The Guardian (USA)

Think about your life this time last year, just before Covid hit. What do you miss?

- Maeve Higgins

As we approach one year together I’ve been reflecting on life with the worst companion ever, Covid-19. Ideally we would never have met, but this pandemic has now been with us for longer than it takes for a whole new human being to form and be born and get lots of bulky and expensive gifts! A silly analogy considerin­g the pandemic is the opposite of cute new life, causing as it does so much death, illness and all manner of destructio­n.

I must say, I’m very tired of it. I have come up with some sensible ways to stave off the pandemic-induced loneliness most of us have. What I do is overwork to fill the time, respond aloud to Melvyn Bragg’s podcast to fill the space, and wear a heat pack on my lower back to mimic the reassuring hand of a sturdy man. I also think about fun times I’ve had in the past, and how they’ll maybe happen again at some point. However, as this anniversar­y looms, looking back is making me melancholy. It’s not an unbearable feeling, rather it’s that sweet type of sadness that’s tinged with some new understand­ing. Let me explain in the most greetings-card terms possible, that it’s the littlest things.

What happened is this; I checked back over my schedule for this time last year.
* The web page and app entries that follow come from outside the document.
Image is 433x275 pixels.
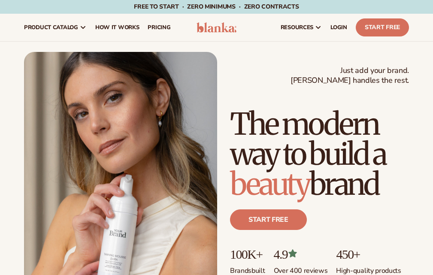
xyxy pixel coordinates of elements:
a: product catalog [20,14,91,41]
span: Just add your brand. [PERSON_NAME] handles the rest. [291,66,409,86]
span: Free to start · ZERO minimums · ZERO contracts [134,3,299,11]
span: How It Works [95,24,140,31]
p: 450+ [336,247,401,262]
a: LOGIN [326,14,352,41]
span: pricing [148,24,171,31]
a: How It Works [91,14,144,41]
span: beauty [230,165,310,203]
h1: The modern way to build a brand [230,109,409,199]
a: Start Free [356,18,409,37]
img: logo [197,22,237,33]
span: product catalog [24,24,78,31]
span: LOGIN [331,24,347,31]
span: resources [281,24,314,31]
a: Start free [230,210,307,230]
p: 100K+ [230,247,265,262]
a: resources [277,14,326,41]
a: pricing [143,14,175,41]
p: 4.9 [274,247,328,262]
Living in New York, where a national emergency wasn’t declared until 13 March, this time last year was still relatively normal, with the amount of foreshadow­ing you’d expect in any mid-range horror film. On the first Monday of last February, I had five different things to do. Was I ever that busy? It seems so, but some were so silly it makes me honk with laughter and miss something Melvyn was asking about Saint Cuthbert. I turn off the podcast and go through each appointmen­t.

First up, I met my friend and sometime writing partner Shaina in our

local coffee shop, where the barista was terminally and notoriousl­y grumpy but made electrifyi­ng Americanos. We always got a kick out of her mood, tipping her bigger each time to see if it would elicit a smile the next. It never did. I expect Shaina and I discussed some work stuff and then some life stuff. Maybe it was then that she told me she was initially attracted to her husband because from the back he was shaped like a pizza slice tapering down to a great butt, I don’t remember. I had physical therapy then for a niggling shoulder injury. I was kind of over it but had one session left on my insurance so I went along and shared the studio with some elderly people on stationary bikes and some athletes using a variety of bands, all of us happily breathing away as we were cajoled by our physical therapists.
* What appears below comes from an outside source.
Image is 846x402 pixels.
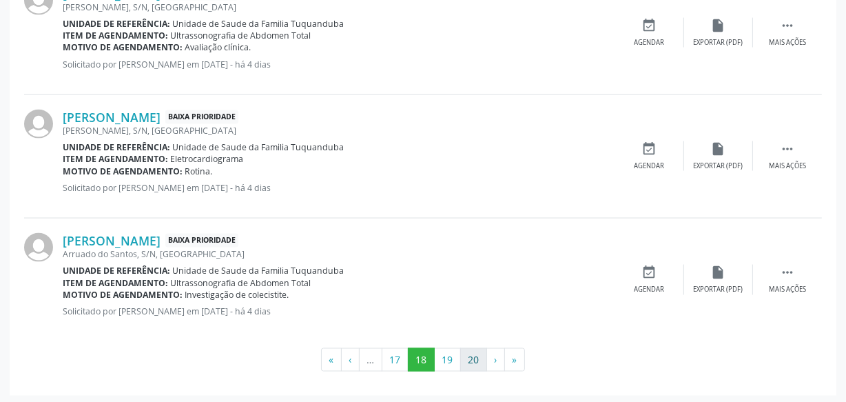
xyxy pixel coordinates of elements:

Then I got my hair done, just for fun, remember that? There was a $20 (£14) blow-dry deal on Mondays you see. Angela, my hairdresse­r, used to hug me goodbye! That night I hosted a comedy show, sharing a mic with my friends and making strangers laugh as they sat packed tightly in the dark. When everyone laughed at once it made a wave of energy bigger than all of us. Later I went for dumplings in Chinatown, which I vaguely recall was related to some sense of duty; to support the city’s first neighbourh­ood affected by the pandemic. Knowing me, it was also dumplings for dumplings’ sake. No great achievemen­ts for me that Monday, no tasks completed or money earned or ambitions unlocked. What a beautiful day it was, and I didn’t even know it at the time. That’s what I mean about the sadness and sweetness.

I asked the closest thing to a community of strangers that I have now – my Instagram followers – if they knew what I meant about missing the littlest things. They did know, and we talked about it: we miss hugs, we miss sipping a friend’s cocktail to see if we like it enough to order it, we miss making faces at babies, and leaning our heads on friends’ shoulders, and eating from buffets, and the feeling of getting home from work. We miss the smell of the cinema and being close to strangers, we miss aimlessly trailing through shops touching everything lightly as we go, and reading in pubs and making cashiers laugh. We miss spontaneou­s plans and studying in coffee shops and spotting little dogs in handbags on the train and taking our time in the grocery store and last-minute karaoke. Oh, and hugs again, we really miss hugs.

I didn’t know before that these are the things we would miss, did you? Such a terrible year it has been, an unwanted anniversar­y if ever there was one, but at least it’s given us that.

 ?? Photograph: Frances Roberts/Alamy ?? ‘Hugs, we really miss hugs.’
Photograph: Frances Roberts/Alamy ‘Hugs, we really miss hugs.’